Directory password protection lets you restrict access to a folder on your site. When enabled, visitors browsing to that folder are prompted by their browser for a username and password before any file inside the folder is served.
This is the same mechanism used by cPanel's "Directory Privacy" feature and is the standard HTTP Basic Authentication built into every browser.
Common Use Cases
- Protecting an admin or staging area (
/admin,/staging) - Restricting access to a development version of your site
- Hiding internal documentation or files from public crawlers
- Adding a quick second layer of authentication on top of an application's own login
How It Works
Opterius stores your usernames and password hashes in a system-wide htpasswd file at /etc/opterius/htpasswd/{domain}/{path}. This file is not inside your web root, so it can never be accessed directly by visitors.
When a request arrives for a protected directory:
- Apache mode (.htaccess enabled): Apache reads the
.htaccessfile inside the protected directory, which references the htpasswd file. Apache prompts for credentials before serving anything. - Nginx direct mode (default): Nginx serves the file. The agent generates an
auth_basiclocation block in a per-domain include file. Nginx prompts for credentials before serving anything.
In both modes, the same htpasswd file is used. The password format is APR1 (md5_crypt) which both Apache and Nginx accept.
Setting Up Protection
- Open the Security → Directory Protection page in the sidebar.
- Find the domain you want to protect and click + Add protected directory.
- Enter:
- Path: relative to your
public_html(e.g.admin,wp-admin,private/files). - Realm label (optional): the message shown in the browser prompt (e.g. "Restricted Area").
- Username and Password: the first user that will be allowed to access the directory.
- Path: relative to your
- Click Create.
The directory is now protected. Try visiting it in your browser to verify — you should see an authentication prompt.
Adding More Users
You can add as many usernames as you want to the same protected directory. Each user has their own password.
- Find the protected directory in the list.
- Use the inline form at the bottom (username + password) to add another user.
- Click Add user.
Removing a User
Each user in the list has a small remove link next to their name. Click it to remove that user.
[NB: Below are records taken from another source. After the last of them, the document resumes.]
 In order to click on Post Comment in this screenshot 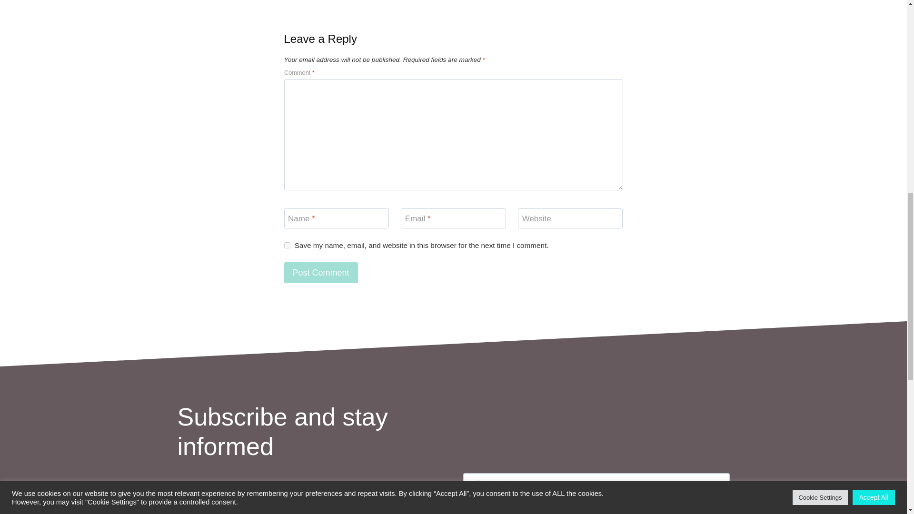, I will do `click(320, 272)`.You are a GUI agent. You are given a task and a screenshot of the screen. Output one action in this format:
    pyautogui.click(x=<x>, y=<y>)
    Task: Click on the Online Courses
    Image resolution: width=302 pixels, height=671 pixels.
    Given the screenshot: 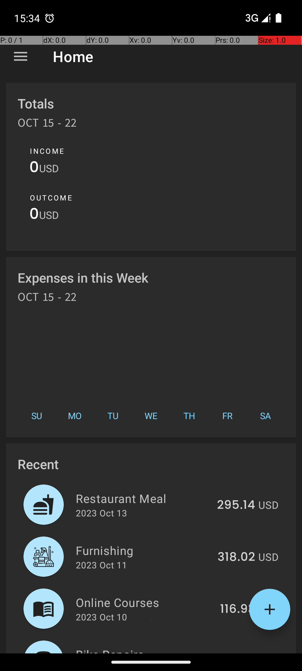 What is the action you would take?
    pyautogui.click(x=145, y=602)
    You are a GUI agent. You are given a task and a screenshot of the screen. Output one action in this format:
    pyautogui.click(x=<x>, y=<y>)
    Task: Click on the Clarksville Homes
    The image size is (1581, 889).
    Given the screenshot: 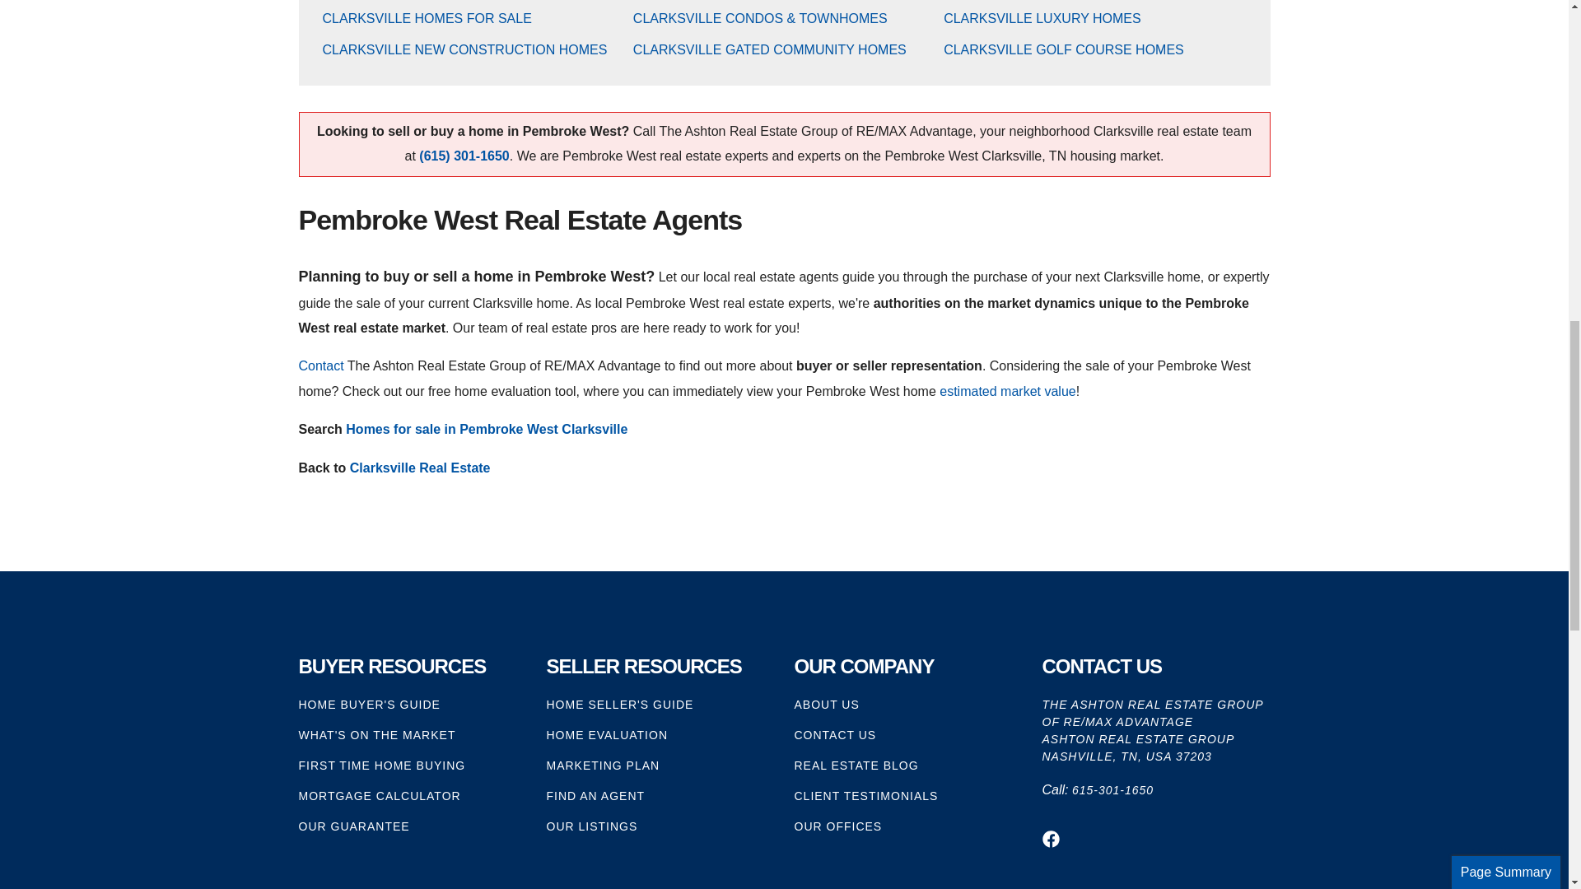 What is the action you would take?
    pyautogui.click(x=426, y=18)
    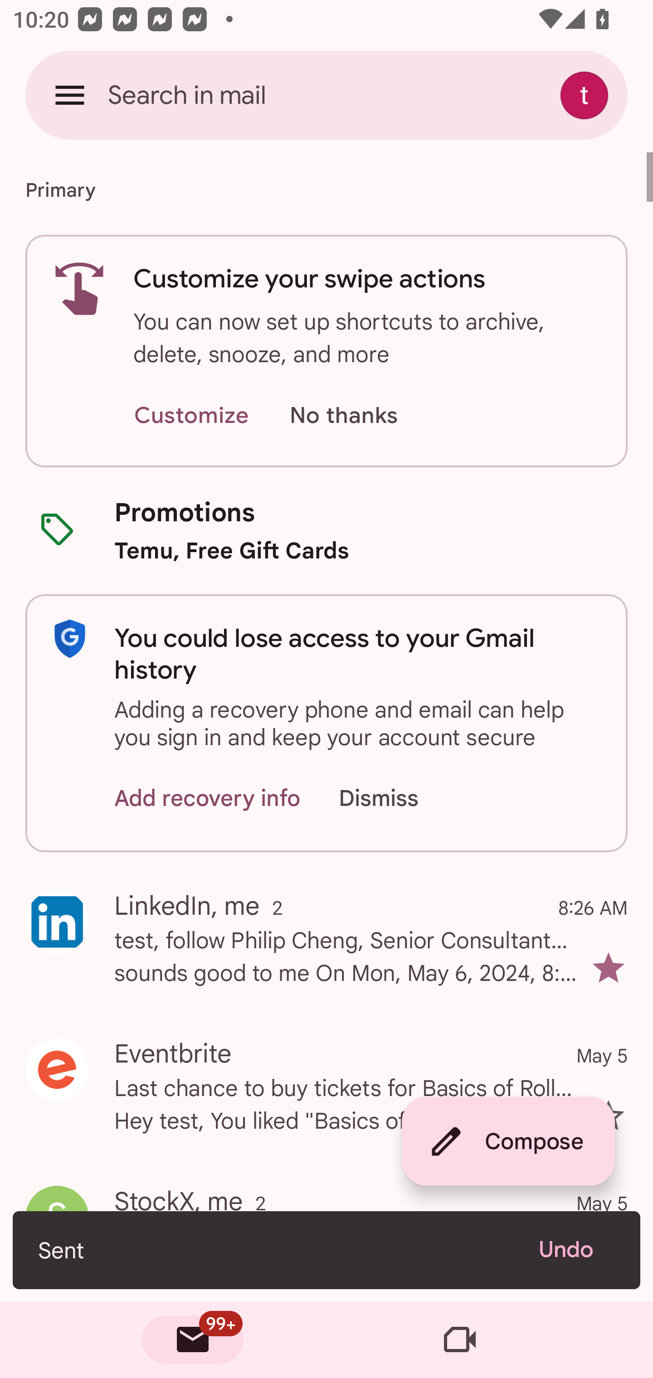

If you remove the last user from a protected directory, the entire protection is removed automatically.
Removing Protection from a Directory
Click Remove protection at the top of any protected directory card. This deletes the htpasswd file, removes the .htaccess rules (if in Apache mode), and updates the Nginx include file.
The directory becomes publicly accessible again immediately.
Security Notes
- Use strong passwords. HTTP Basic Authentication transmits credentials in base64 — which is not encrypted. Always use HTTPS for any directory you protect with passwords. Opterius generates SSL certificates automatically via Let's Encrypt.
- Browser-based protection only. Directory protection blocks browser access. It does not protect files from being accessed by other server-side processes or by direct file system access. If you need to protect data from PHP scripts, use application-level access control instead.
- Hashed storage. Passwords are never stored in plaintext. They are hashed with
crypt(APR1)and stored only in the htpasswd file.
Troubleshooting
The browser prompt does not appear.
Check that the directory exists in your public_html. Opterius will create it if missing, but if there is a typo in the path, the protection rules will not match the actual directory.
I can still access the directory after enabling protection. Clear your browser's cached credentials or try in an incognito window. Browsers cache HTTP Basic credentials for the duration of the session.
I get a 500 Internal Server Error.
This usually means Apache could not read the htpasswd file. Check the error log for your domain at /home/{user}/{domain}/logs/error.log. The most common cause is incorrect file permissions, which Opterius normally handles automatically — re-saving the protection from the panel will fix it.
The protected files inside the directory return PHP code instead of executing.
The Nginx include file declares a PHP location handler inside the protected location. If you removed and re-added the protection but PHP files still don't run, ask the support team to inspect the per-domain include file at /etc/nginx/opterius-includes/{domain}-dirs.conf.